Thursday, April 19, 2012

Pens and Needles

Yes. I do needlework and I write. They are much more similar than they might seem. Gramps used to call storytelling “spinning a yarn” or “weaving a tale”. Different plot lines in a story are called “threads”. My cats love to bat at the computer keys as much as they love attacking balls of yarn. Okay, that one is a stretch.

But imagine a sweater. Once you have decided on knitting a sweater, you have to determine the size, gauge, color, texture and pattern, keeping in mind who you are knitting it for. Writing a story is the same. You have to determine the size. Will you write a novel or short story? In knitting, gauge is the number of stitches per inch. So do you want large stitches or small? Are you writing for adults, and therefore can use large words? Or for children with simpler language?

Changing the color or texture of the yarn in a sweater can drastically change it’s appearance from a bulky natural-colored wool fishermans knit to a lightweight dark-colored smooth cardigan. Changing the color and texture of writing can mean the difference between a sorta creepy ghost story or a disturbingly graphic murder mystery.

The same consideration is put into designing the pattern for a sweater as for determining the outline of a story. How wide do you want the sweater? What is the scope of the story? How long? How are you going to close it? Buttons? Zipper? The hero wins the girl? Tangled plot lines and twisted cables? Multiple plots and intarsia? You can’t knit a stitch or write a word until you know.

Stitch by stitch, word by word, you plod along. And just when you think you are done, the hard part begins. Tying up all the loose ends. That applies to both knitting and writing.

And you have to do all that while keeping in mind who is going to wear the sweater. Who is you intended reader?

This is one major difference worth noting. When you are editing a book and decide a section doesn’t fit the whole, you can cut it. It’s nearly impossible to cut out a section of a sweater and replace it.

Still, there are so many similarities that I think about knitting when I am writing and I think about writing when I am knitting. And often I think about writing about knitting.

Hmmm…. I wonder if I can knit about writing?



And for those who asked, Wiggle-Butt has pulled through his ordeal from eating a box of raisins, although he now needs several medications daily. That Dog and I thank you all for your concern.

Wednesday, April 11, 2012

Egg Decorating



The theme for this year’s egg decorating contest was Dr. Seuss. As usual, the entries were amazing. I had expected a dozen Lorax eggs since that movie just came out, but only one person made a Lorax. I suggested, and was very vocally voted down, that half the entries should be disqualified since they weren’t actually characters from Dr. Seuss books. But the majority said it was the spirit of the theme that was important, not the author. So P. D. Eastman, Maurice Sendak and forgive me but the guy who wrote Make Way For Ducklings were represented. There was a Star-Bellied Sneech, Yertle the Turtle, Horton and a clover flower with a fuzzy white spot on it for the Who that Horton heard. There were two Thing Ones but no Thing Twos. The winner was one of the non-Seuss characters, a dog in an egg car from Go, Dog, Go!

I suppose I should mention that all those crazy egg decorators are related to me. And this year, none is under the age of eleven. Even the eleven-year-old will turn twelve in a few weeks. Every holiday that a lot of the family gets together we have some sort of themed contest. One Christmas the theme was Gingerbread House. My daughter, who was working construction at the time, actually built a gingerbread house complete with plumbing and electrical fixtures. Another year the theme was snowmen. My brother cheated. He came down from the mountains with actual snowmen in an ice chest.

Halloween pumpkin contests are usually fun as the contest is different. Where all other contests have a theme and you can use any material, for Halloween, there is no theme, but you have to use an actual pumpkin. Mom won one year by making a pumpkin pie but we stopped that by having a pumpkin chunkin’ contest the day after. We climb on the roof and see who can chuck their creation the farthest. Gotta love the sound when they hit the driveway.

You might think that our family is very competitive, but in fact, these contests are really the only time we compete. It is simply our break from the very cooperative way we live the rest of the time. We are so close that our kids don’t refer to themselves as this family or that family, but simply as “the cousins”. As in “Me and some of the cousins are going skateboarding.” As much as we cringe at how they mangle the language, we have to smile at how close they all are.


Copy the full listing, changing nothing.

━━━━━ Input for this task

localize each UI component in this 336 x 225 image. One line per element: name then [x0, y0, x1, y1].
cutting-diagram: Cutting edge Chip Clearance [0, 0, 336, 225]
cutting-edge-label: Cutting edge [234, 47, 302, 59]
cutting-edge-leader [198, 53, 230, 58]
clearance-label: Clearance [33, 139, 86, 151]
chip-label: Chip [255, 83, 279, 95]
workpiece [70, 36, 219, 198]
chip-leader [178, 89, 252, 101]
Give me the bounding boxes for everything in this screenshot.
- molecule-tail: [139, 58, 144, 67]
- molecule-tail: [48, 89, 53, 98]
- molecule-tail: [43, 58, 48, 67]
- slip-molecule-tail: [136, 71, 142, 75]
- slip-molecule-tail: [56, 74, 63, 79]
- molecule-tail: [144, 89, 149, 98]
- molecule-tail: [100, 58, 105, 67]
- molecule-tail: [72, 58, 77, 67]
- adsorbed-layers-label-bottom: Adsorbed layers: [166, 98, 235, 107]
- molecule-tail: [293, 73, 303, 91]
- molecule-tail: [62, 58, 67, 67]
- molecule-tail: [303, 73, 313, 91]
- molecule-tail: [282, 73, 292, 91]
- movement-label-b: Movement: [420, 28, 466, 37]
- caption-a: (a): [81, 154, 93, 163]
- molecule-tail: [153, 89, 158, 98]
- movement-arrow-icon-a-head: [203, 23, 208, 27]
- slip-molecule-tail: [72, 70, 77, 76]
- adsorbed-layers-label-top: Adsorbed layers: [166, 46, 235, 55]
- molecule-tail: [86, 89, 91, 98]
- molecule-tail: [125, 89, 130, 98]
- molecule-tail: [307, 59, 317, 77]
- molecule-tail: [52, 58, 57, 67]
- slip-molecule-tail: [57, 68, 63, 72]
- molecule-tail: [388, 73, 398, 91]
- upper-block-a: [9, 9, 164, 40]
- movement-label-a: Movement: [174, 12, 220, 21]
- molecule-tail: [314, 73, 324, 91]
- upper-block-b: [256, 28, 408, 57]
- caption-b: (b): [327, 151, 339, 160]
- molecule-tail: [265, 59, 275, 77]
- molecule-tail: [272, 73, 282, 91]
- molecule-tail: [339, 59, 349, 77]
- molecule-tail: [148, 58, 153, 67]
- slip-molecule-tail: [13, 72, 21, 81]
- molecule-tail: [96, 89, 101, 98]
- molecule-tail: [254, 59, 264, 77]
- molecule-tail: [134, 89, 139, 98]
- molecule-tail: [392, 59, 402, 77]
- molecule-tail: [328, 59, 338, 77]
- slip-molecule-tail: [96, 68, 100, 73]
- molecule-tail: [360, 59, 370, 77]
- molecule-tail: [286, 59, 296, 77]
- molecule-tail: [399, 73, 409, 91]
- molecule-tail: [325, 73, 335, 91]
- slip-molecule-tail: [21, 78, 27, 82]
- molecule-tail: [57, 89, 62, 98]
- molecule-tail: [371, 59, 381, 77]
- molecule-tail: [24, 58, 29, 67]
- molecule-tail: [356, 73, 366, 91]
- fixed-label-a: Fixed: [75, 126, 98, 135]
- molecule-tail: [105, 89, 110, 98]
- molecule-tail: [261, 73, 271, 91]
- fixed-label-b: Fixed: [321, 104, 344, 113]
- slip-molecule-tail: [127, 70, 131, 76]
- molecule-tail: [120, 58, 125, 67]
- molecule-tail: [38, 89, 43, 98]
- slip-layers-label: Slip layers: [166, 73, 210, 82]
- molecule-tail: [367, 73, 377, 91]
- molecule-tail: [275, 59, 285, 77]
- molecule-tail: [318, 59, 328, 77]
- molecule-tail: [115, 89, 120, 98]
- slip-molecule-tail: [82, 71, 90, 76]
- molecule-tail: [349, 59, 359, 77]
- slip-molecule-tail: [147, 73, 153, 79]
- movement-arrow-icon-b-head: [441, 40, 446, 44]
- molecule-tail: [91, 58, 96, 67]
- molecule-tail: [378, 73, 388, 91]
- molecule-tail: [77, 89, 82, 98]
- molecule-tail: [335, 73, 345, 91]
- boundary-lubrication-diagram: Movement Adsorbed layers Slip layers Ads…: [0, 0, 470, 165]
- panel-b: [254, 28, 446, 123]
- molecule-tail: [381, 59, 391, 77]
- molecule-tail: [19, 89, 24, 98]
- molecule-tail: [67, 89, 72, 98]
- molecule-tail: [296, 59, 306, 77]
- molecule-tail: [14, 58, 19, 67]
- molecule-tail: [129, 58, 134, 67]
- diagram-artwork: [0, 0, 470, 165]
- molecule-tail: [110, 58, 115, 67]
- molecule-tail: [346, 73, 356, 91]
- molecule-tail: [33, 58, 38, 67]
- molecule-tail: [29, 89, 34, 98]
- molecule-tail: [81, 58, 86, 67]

━━━━━━━━━━

◆ Task result:
localize each UI component in this 336 x 225 image. One line per element: name then [x0, y0, x1, y1].
cutting-diagram: Cutting edge Chip Clearance [0, 0, 336, 225]
cutting-edge-label: Cutting edge [234, 47, 302, 59]
cutting-edge-leader [198, 53, 230, 58]
clearance-label: Clearance [33, 139, 86, 151]
chip-label: Chip [255, 83, 279, 95]
workpiece [70, 36, 219, 198]
chip-leader [178, 89, 252, 101]
Give me the bounding boxes for everything in this screenshot.
- molecule-tail: [139, 58, 144, 67]
- molecule-tail: [48, 89, 53, 98]
- molecule-tail: [43, 58, 48, 67]
- slip-molecule-tail: [136, 71, 142, 75]
- slip-molecule-tail: [56, 74, 63, 79]
- molecule-tail: [144, 89, 149, 98]
- molecule-tail: [100, 58, 105, 67]
- molecule-tail: [72, 58, 77, 67]
- adsorbed-layers-label-bottom: Adsorbed layers: [166, 98, 235, 107]
- molecule-tail: [293, 73, 303, 91]
- molecule-tail: [62, 58, 67, 67]
- molecule-tail: [303, 73, 313, 91]
- molecule-tail: [282, 73, 292, 91]
- movement-label-b: Movement: [420, 28, 466, 37]
- caption-a: (a): [81, 154, 93, 163]
- molecule-tail: [153, 89, 158, 98]
- movement-arrow-icon-a-head: [203, 23, 208, 27]
- slip-molecule-tail: [72, 70, 77, 76]
- adsorbed-layers-label-top: Adsorbed layers: [166, 46, 235, 55]
- molecule-tail: [86, 89, 91, 98]
- molecule-tail: [125, 89, 130, 98]
- molecule-tail: [307, 59, 317, 77]
- molecule-tail: [52, 58, 57, 67]
- slip-molecule-tail: [57, 68, 63, 72]
- molecule-tail: [388, 73, 398, 91]
- upper-block-a: [9, 9, 164, 40]
- movement-label-a: Movement: [174, 12, 220, 21]
- molecule-tail: [314, 73, 324, 91]
- upper-block-b: [256, 28, 408, 57]
- caption-b: (b): [327, 151, 339, 160]
- molecule-tail: [265, 59, 275, 77]
- molecule-tail: [272, 73, 282, 91]
- molecule-tail: [339, 59, 349, 77]
- molecule-tail: [148, 58, 153, 67]
- slip-molecule-tail: [13, 72, 21, 81]
- molecule-tail: [96, 89, 101, 98]
- molecule-tail: [254, 59, 264, 77]
- molecule-tail: [134, 89, 139, 98]
- molecule-tail: [392, 59, 402, 77]
- molecule-tail: [328, 59, 338, 77]
- slip-molecule-tail: [96, 68, 100, 73]
- molecule-tail: [360, 59, 370, 77]
- molecule-tail: [286, 59, 296, 77]
- molecule-tail: [399, 73, 409, 91]
- molecule-tail: [325, 73, 335, 91]
- slip-molecule-tail: [21, 78, 27, 82]
- molecule-tail: [57, 89, 62, 98]
- molecule-tail: [371, 59, 381, 77]
- molecule-tail: [24, 58, 29, 67]
- molecule-tail: [356, 73, 366, 91]
- fixed-label-a: Fixed: [75, 126, 98, 135]
- molecule-tail: [105, 89, 110, 98]
- molecule-tail: [261, 73, 271, 91]
- fixed-label-b: Fixed: [321, 104, 344, 113]
- slip-molecule-tail: [127, 70, 131, 76]
- molecule-tail: [120, 58, 125, 67]
- molecule-tail: [38, 89, 43, 98]
- slip-layers-label: Slip layers: [166, 73, 210, 82]
- molecule-tail: [367, 73, 377, 91]
- molecule-tail: [275, 59, 285, 77]
- molecule-tail: [318, 59, 328, 77]
- molecule-tail: [115, 89, 120, 98]
- slip-molecule-tail: [82, 71, 90, 76]
- molecule-tail: [349, 59, 359, 77]
- slip-molecule-tail: [147, 73, 153, 79]
- movement-arrow-icon-b-head: [441, 40, 446, 44]
- molecule-tail: [91, 58, 96, 67]
- molecule-tail: [378, 73, 388, 91]
- molecule-tail: [77, 89, 82, 98]
- molecule-tail: [335, 73, 345, 91]
- boundary-lubrication-diagram: Movement Adsorbed layers Slip layers Ads…: [0, 0, 470, 165]
- panel-b: [254, 28, 446, 123]
- molecule-tail: [381, 59, 391, 77]
- molecule-tail: [19, 89, 24, 98]
- molecule-tail: [67, 89, 72, 98]
- molecule-tail: [296, 59, 306, 77]
- molecule-tail: [14, 58, 19, 67]
- molecule-tail: [129, 58, 134, 67]
- diagram-artwork: [0, 0, 470, 165]
- molecule-tail: [110, 58, 115, 67]
- molecule-tail: [346, 73, 356, 91]
- molecule-tail: [33, 58, 38, 67]
- molecule-tail: [29, 89, 34, 98]
- molecule-tail: [81, 58, 86, 67]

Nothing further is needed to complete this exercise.